Thursday, June 23, 2011

Cave of Forgotten Dreams, Werner Herzog


What a journey! I drove along a two lane highway beneath a canopy of great green trees, in a gray threatening-rain afternoon, and went into the Screening Room at the Cape Cod Art Museum -- basement level, a long narrow room, dimly lit, soon entirely filled with people -- all very cave-like. And then watched Werner Herzog and his small crew enter a cave used by early man 32,000 years ago -- and sealed by an avalanche for most of the past 20,000 years -- where the oldest known human artwork reveals the animals that lived in a corridor of forest at the foot of the enormous glaciation of Europe. In that cold climate man co-existed with enormous cave bears, lions, bisons, horses, lions, various antelope -- not only other homo sapiens but Neanderthals as well.

On the walls were outline drawings done with breath taking skill. On the floor are [often covered by thousands of years of crystalization, bones off those animals -- but no human bones. But on the walls the hand prints of a human being, a distinctive individual with a twisted pinkie finger. And on the floor along with cave bear prints, a foot print of a child about 8 years old, beside a wolf's footprint. The mind tries to imagine humans making those drawing by torch light, tries to imagine that person putting his hand print on the walls, that child perhaps with the wolf perhaps walking there hundreds or thousand of years before or after that wolf. One tries to imagine 32,000 years -- most of Europe under ice, as was all of Canada, and the upper 1/3rd of the United States.
Herzog has always been a fascinating film maker, a man with a mind that asks questions, an imagination that challenges movie goers. At the end, after much information from paleontologists an other scientists, he shows us a strange environment that is not very far away from the cave area where the hot water of nuclear power plants is used to steam heat a tropical enclosed environment [for what purpose is not stated] into which not only palms and many kind of tropical tree has been added but alligators, which have increased from a few to hundreds, many of them albino. It is a very weird ending as he talks about evolution. His plan is to leave the audience asking questions. And I certainly will be pondering for a long time. I have a new stock of images in my mind to mull and use as touchstones for a lot of contemplations.

2 comments:

Folkways Note Book said...

June -- oh this film is something I want to see. Do you know if it is in video for home use? -- barbara

June Calender said...

I don't know if it's in video yet; it was at Sundance last summer and just getting into theatres now. I very much prefer such movies in a large format but that's not available to everyone.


WHAT NEEDS TO BE DONE
All of the data that follows should be written out exactly.

Records from a collection of figures:
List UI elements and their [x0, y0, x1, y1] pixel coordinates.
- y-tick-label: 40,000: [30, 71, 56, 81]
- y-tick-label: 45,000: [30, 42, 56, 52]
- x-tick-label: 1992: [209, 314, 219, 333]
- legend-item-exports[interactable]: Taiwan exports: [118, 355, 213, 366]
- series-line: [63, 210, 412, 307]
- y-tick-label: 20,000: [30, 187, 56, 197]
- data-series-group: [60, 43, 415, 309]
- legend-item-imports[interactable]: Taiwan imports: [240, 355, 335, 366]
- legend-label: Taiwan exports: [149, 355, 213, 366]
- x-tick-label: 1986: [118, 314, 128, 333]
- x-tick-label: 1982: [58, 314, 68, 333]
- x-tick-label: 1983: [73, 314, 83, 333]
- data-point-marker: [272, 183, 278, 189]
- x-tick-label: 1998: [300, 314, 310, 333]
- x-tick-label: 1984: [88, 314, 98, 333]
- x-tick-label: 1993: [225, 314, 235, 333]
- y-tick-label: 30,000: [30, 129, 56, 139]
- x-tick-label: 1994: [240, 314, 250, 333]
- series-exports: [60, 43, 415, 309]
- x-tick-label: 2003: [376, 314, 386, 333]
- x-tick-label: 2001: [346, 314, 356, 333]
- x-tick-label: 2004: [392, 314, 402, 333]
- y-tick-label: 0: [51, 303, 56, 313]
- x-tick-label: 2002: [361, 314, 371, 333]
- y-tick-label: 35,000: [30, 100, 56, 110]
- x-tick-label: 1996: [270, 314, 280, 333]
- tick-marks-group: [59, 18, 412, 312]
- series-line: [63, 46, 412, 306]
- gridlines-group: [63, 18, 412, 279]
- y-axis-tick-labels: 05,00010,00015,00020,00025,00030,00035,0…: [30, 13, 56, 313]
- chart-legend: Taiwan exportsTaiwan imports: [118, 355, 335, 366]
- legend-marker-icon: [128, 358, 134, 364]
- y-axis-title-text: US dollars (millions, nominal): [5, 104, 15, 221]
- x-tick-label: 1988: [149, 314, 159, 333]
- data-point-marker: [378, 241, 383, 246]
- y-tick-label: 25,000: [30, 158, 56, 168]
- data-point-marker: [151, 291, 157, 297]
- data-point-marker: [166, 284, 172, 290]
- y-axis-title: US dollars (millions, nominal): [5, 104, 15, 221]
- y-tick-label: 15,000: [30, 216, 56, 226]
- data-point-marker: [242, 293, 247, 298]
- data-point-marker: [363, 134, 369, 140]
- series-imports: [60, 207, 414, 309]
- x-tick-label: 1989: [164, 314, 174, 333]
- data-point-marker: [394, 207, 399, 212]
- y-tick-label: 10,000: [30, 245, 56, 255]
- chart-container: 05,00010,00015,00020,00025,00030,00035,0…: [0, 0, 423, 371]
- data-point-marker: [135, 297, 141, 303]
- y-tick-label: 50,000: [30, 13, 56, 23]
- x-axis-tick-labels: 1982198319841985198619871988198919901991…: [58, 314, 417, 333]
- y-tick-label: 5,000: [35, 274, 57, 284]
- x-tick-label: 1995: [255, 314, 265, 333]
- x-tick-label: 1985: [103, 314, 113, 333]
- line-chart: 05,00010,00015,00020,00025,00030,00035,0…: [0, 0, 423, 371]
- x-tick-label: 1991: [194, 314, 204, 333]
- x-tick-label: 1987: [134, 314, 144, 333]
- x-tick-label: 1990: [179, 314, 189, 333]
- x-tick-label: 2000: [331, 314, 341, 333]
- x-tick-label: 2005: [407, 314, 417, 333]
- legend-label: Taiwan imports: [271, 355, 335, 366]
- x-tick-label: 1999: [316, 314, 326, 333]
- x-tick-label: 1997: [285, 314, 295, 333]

EXERCISE OUTPUT
List UI elements and their [x0, y0, x1, y1] pixel coordinates.
- y-tick-label: 40,000: [30, 71, 56, 81]
- y-tick-label: 45,000: [30, 42, 56, 52]
- x-tick-label: 1992: [209, 314, 219, 333]
- legend-item-exports[interactable]: Taiwan exports: [118, 355, 213, 366]
- series-line: [63, 210, 412, 307]
- y-tick-label: 20,000: [30, 187, 56, 197]
- data-series-group: [60, 43, 415, 309]
- legend-item-imports[interactable]: Taiwan imports: [240, 355, 335, 366]
- legend-label: Taiwan exports: [149, 355, 213, 366]
- x-tick-label: 1986: [118, 314, 128, 333]
- x-tick-label: 1982: [58, 314, 68, 333]
- x-tick-label: 1983: [73, 314, 83, 333]
- data-point-marker: [272, 183, 278, 189]
- x-tick-label: 1998: [300, 314, 310, 333]
- x-tick-label: 1984: [88, 314, 98, 333]
- x-tick-label: 1993: [225, 314, 235, 333]
- y-tick-label: 30,000: [30, 129, 56, 139]
- x-tick-label: 1994: [240, 314, 250, 333]
- series-exports: [60, 43, 415, 309]
- x-tick-label: 2003: [376, 314, 386, 333]
- x-tick-label: 2001: [346, 314, 356, 333]
- x-tick-label: 2004: [392, 314, 402, 333]
- y-tick-label: 0: [51, 303, 56, 313]
- x-tick-label: 2002: [361, 314, 371, 333]
- y-tick-label: 35,000: [30, 100, 56, 110]
- x-tick-label: 1996: [270, 314, 280, 333]
- tick-marks-group: [59, 18, 412, 312]
- series-line: [63, 46, 412, 306]
- gridlines-group: [63, 18, 412, 279]
- y-axis-tick-labels: 05,00010,00015,00020,00025,00030,00035,0…: [30, 13, 56, 313]
- chart-legend: Taiwan exportsTaiwan imports: [118, 355, 335, 366]
- legend-marker-icon: [128, 358, 134, 364]
- y-axis-title-text: US dollars (millions, nominal): [5, 104, 15, 221]
- x-tick-label: 1988: [149, 314, 159, 333]
- data-point-marker: [378, 241, 383, 246]
- y-tick-label: 25,000: [30, 158, 56, 168]
- data-point-marker: [151, 291, 157, 297]
- data-point-marker: [166, 284, 172, 290]
- y-axis-title: US dollars (millions, nominal): [5, 104, 15, 221]
- y-tick-label: 15,000: [30, 216, 56, 226]
- data-point-marker: [242, 293, 247, 298]
- data-point-marker: [363, 134, 369, 140]
- series-imports: [60, 207, 414, 309]
- x-tick-label: 1989: [164, 314, 174, 333]
- data-point-marker: [394, 207, 399, 212]
- y-tick-label: 10,000: [30, 245, 56, 255]
- chart-container: 05,00010,00015,00020,00025,00030,00035,0…: [0, 0, 423, 371]
- data-point-marker: [135, 297, 141, 303]
- y-tick-label: 50,000: [30, 13, 56, 23]
- x-axis-tick-labels: 1982198319841985198619871988198919901991…: [58, 314, 417, 333]
- y-tick-label: 5,000: [35, 274, 57, 284]
- x-tick-label: 1995: [255, 314, 265, 333]
- x-tick-label: 1985: [103, 314, 113, 333]
- line-chart: 05,00010,00015,00020,00025,00030,00035,0…: [0, 0, 423, 371]
- x-tick-label: 1991: [194, 314, 204, 333]
- x-tick-label: 1987: [134, 314, 144, 333]
- x-tick-label: 1990: [179, 314, 189, 333]
- x-tick-label: 2000: [331, 314, 341, 333]
- x-tick-label: 2005: [407, 314, 417, 333]
- legend-label: Taiwan imports: [271, 355, 335, 366]
- x-tick-label: 1999: [316, 314, 326, 333]
- x-tick-label: 1997: [285, 314, 295, 333]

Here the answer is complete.